Last month, I wrote about transferring skills of writing between various types of writing, thinking mostly of moving between narrative, information, and opinion units. However, the other day, I had a student remind me of the need to transfer skills as they move between narrative units, as well.
Many of our students have moved from writing personal narratives to writing realistic fiction at this point in the year. Sometimes, reluctant writers find more success in writing fiction because they don’t have to put down their own feelings on paper and they don’t have to buy into the idea that their own lives contain worthy events for creating stories.
Many of our students have moved from writing personal narratives to writing realistic fiction at this point in the year. Sometimes, reluctant writers find more success in writing fiction because they don’t have to put down their own feelings on paper and they don’t have to buy into the idea that their own lives contain worthy events for creating stories.
Teaching transfer is so important during these writing units. Because we emphasized the importance of focusing on a small moment during personal narrative, it’s easy to assume that this concept will stay with students as they move into a different form of narrative. Narrative is narrative, right? However, when I asked one of the stronger writers in the room what was his “somebody wanted...but...so...and”, he looked at me like I was in the wrong room.
“That was in the last unit,” Andrew said. “This is a different kind of writing.”

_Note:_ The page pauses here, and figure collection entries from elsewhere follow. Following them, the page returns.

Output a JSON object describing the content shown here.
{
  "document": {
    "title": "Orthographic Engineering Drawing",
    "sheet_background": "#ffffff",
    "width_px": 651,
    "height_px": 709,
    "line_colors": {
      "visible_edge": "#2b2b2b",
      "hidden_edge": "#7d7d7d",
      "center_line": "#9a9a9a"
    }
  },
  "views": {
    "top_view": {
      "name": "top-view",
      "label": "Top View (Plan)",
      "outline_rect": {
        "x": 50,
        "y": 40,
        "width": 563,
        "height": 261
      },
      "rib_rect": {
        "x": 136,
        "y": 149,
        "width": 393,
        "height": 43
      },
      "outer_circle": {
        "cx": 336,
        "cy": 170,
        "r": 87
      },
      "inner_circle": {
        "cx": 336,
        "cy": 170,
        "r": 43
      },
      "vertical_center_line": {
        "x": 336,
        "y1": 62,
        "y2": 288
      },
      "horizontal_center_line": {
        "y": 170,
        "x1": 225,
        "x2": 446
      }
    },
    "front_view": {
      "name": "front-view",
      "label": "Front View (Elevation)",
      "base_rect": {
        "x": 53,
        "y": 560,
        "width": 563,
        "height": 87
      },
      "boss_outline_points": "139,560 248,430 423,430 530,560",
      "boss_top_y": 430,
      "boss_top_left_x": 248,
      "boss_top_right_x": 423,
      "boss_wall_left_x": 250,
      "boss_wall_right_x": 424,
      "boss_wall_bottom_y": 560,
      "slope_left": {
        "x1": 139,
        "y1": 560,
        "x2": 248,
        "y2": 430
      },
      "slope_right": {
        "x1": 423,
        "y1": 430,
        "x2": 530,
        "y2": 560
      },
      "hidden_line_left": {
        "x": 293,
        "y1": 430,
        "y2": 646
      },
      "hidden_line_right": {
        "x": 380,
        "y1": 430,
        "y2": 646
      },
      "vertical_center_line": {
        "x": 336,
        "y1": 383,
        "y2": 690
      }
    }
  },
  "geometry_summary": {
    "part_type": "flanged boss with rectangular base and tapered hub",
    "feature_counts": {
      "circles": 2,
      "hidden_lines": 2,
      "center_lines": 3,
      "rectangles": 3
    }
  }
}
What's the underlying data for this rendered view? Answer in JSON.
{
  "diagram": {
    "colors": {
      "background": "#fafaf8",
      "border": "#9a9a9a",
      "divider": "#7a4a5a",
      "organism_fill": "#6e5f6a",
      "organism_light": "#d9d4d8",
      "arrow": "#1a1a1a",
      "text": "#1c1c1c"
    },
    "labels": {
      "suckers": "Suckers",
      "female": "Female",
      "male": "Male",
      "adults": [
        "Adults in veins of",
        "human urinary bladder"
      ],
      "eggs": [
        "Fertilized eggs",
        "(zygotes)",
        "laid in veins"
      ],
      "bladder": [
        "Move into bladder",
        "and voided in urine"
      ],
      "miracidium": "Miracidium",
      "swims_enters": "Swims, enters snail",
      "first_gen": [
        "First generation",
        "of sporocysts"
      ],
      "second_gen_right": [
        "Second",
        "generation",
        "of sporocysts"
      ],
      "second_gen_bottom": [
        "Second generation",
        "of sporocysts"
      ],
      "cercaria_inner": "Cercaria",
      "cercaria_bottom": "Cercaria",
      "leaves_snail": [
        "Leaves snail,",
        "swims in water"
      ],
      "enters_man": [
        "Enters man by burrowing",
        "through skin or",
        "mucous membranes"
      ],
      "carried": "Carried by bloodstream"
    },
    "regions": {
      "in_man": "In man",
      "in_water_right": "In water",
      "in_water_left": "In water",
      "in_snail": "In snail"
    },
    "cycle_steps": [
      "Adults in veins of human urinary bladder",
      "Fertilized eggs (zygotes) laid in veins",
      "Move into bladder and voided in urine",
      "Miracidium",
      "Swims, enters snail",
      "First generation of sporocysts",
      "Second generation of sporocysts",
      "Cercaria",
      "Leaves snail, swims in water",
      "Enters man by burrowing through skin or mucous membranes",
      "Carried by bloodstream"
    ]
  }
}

What are some thoughts for teaching transfer, not only between the different forms of writing, but also within the same form of writing? I have written some posts about moving from and between narrative, information, and opinion, but what about between personal narrative/memoir, realistic fiction, and imaginative fiction? Here of some ideas that I have as I have thought about this a fair amount over the last few days.
- Explain the completion of the previous unit and the beginning of the next unit. I’m wondering about even having a bulletin board or a place set up in the room that indicates what unit of study the class is currently doing for all subjects. Something like this, with the right column being velcro or strips of paper:
I think that we assume that students know when we move on from a unit, but I’m not sure that they always do, and I’m sure that we all have students who forget what they are studying or what they just learned on a daily basis. I know that many students do not register the shift between various forms of narrative writing. As an additional perk, this sort of a chart would help the other people who work in classrooms on a part-time basis--special educators, para-professionals...

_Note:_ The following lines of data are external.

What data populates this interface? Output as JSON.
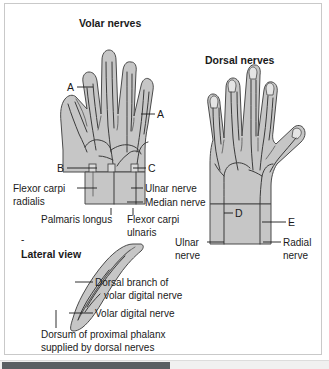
{
  "figure": {
    "kind": "anatomical-illustration",
    "panels": {
      "volar": {
        "title": "Volar nerves",
        "letters": [
          "A",
          "A",
          "B",
          "C"
        ],
        "labels": [
          "Flexor carpi radialis",
          "Palmaris longus",
          "Ulnar nerve",
          "Median nerve",
          "Flexor carpi ulnaris"
        ],
        "label_lines": {
          "flexor_carpi_radialis_1": "Flexor carpi",
          "flexor_carpi_radialis_2": "radialis",
          "palmaris_longus": "Palmaris longus",
          "ulnar_nerve": "Ulnar nerve",
          "median_nerve": "Median nerve",
          "flexor_carpi_ulnaris_1": "Flexor carpi",
          "flexor_carpi_ulnaris_2": "ulnaris"
        }
      },
      "dorsal": {
        "title": "Dorsal nerves",
        "letters": [
          "D",
          "E"
        ],
        "label_lines": {
          "ulnar_nerve_1": "Ulnar",
          "ulnar_nerve_2": "nerve",
          "radial_nerve_1": "Radial",
          "radial_nerve_2": "nerve"
        },
        "labels": [
          "Ulnar nerve",
          "Radial nerve"
        ]
      },
      "lateral": {
        "title": "Lateral view",
        "label_lines": {
          "dorsal_branch_1": "Dorsal branch of",
          "dorsal_branch_2": "volar digital nerve",
          "volar_digital": "Volar digital nerve",
          "dorsum_1": "Dorsum of proximal phalanx",
          "dorsum_2": "supplied by dorsal nerves"
        },
        "labels": [
          "Dorsal branch of volar digital nerve",
          "Volar digital nerve",
          "Dorsum of proximal phalanx supplied by dorsal nerves"
        ]
      }
    }
  },
  "colors": {
    "skin_fill": "#c6c6c6",
    "skin_light": "#dcdcdc",
    "outline": "#4a4a4a",
    "nerve": "#3b3b3b",
    "text": "#1a1a1a",
    "frame_border": "#c9c9c9",
    "page_background": "#ffffff",
    "scrollbar_track": "#f0f0f0",
    "scrollbar_thumb": "#5a5f63"
  },
  "scrollbar": {
    "orientation": "horizontal",
    "thumb_label": "horizontal-scroll-thumb"
  }
}
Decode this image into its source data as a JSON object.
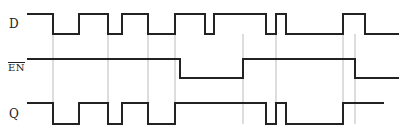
{
  "labels": {
    "d": "D",
    "en": "EN",
    "q": "Q"
  },
  "colors": {
    "signal": "#222222",
    "guide": "#bbbbbb",
    "background": "#ffffff"
  },
  "signals": {
    "d": {
      "high_y": 14,
      "low_y": 34,
      "start_x": 27,
      "end_x": 399,
      "initial": "high",
      "transitions": [
        53,
        79,
        108,
        122,
        148,
        175,
        205,
        214,
        266,
        276,
        286,
        343,
        365
      ]
    },
    "en": {
      "high_y": 59,
      "low_y": 78,
      "start_x": 27,
      "end_x": 399,
      "initial": "high",
      "transitions": [
        180,
        243,
        355
      ]
    },
    "q": {
      "high_y": 103,
      "low_y": 124,
      "start_x": 27,
      "end_x": 384,
      "initial": "high",
      "transitions": [
        53,
        79,
        108,
        122,
        148,
        175,
        266,
        276,
        286,
        343
      ]
    }
  },
  "guides": {
    "top_y": 34,
    "bottom_y": 124,
    "x": [
      53,
      108,
      148,
      175,
      243,
      276,
      343,
      355
    ]
  }
}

- Especially for writing, and especially moving from one narrative unit to the next, clear out charts that are not relevant for the next unit, and make a big deal out of keeping the charts that still are relevant. I can think of several charts that apply to personal narrative as well as realistic fiction. I would do this as a lesson, interactively with students.
- If you have access to them, use the Teachers College checklists for the three forms of writing. If you don’t have access to them, make a checklist for students and use common language whenever you can in order to describe the three forms of writing or the skills required for reading, regardless of genre. At a recent workshop I attended, Mary Ehrenworth, the Deputy Director of the Reading and Writing Project at Teachers College, shared that while teachers prefer rubrics, their research has shown that students do better with checklists.
I’m sure that I will think of more to say about teaching transfer between writing units, but please, please, feel free to add some additional ideas in the comments.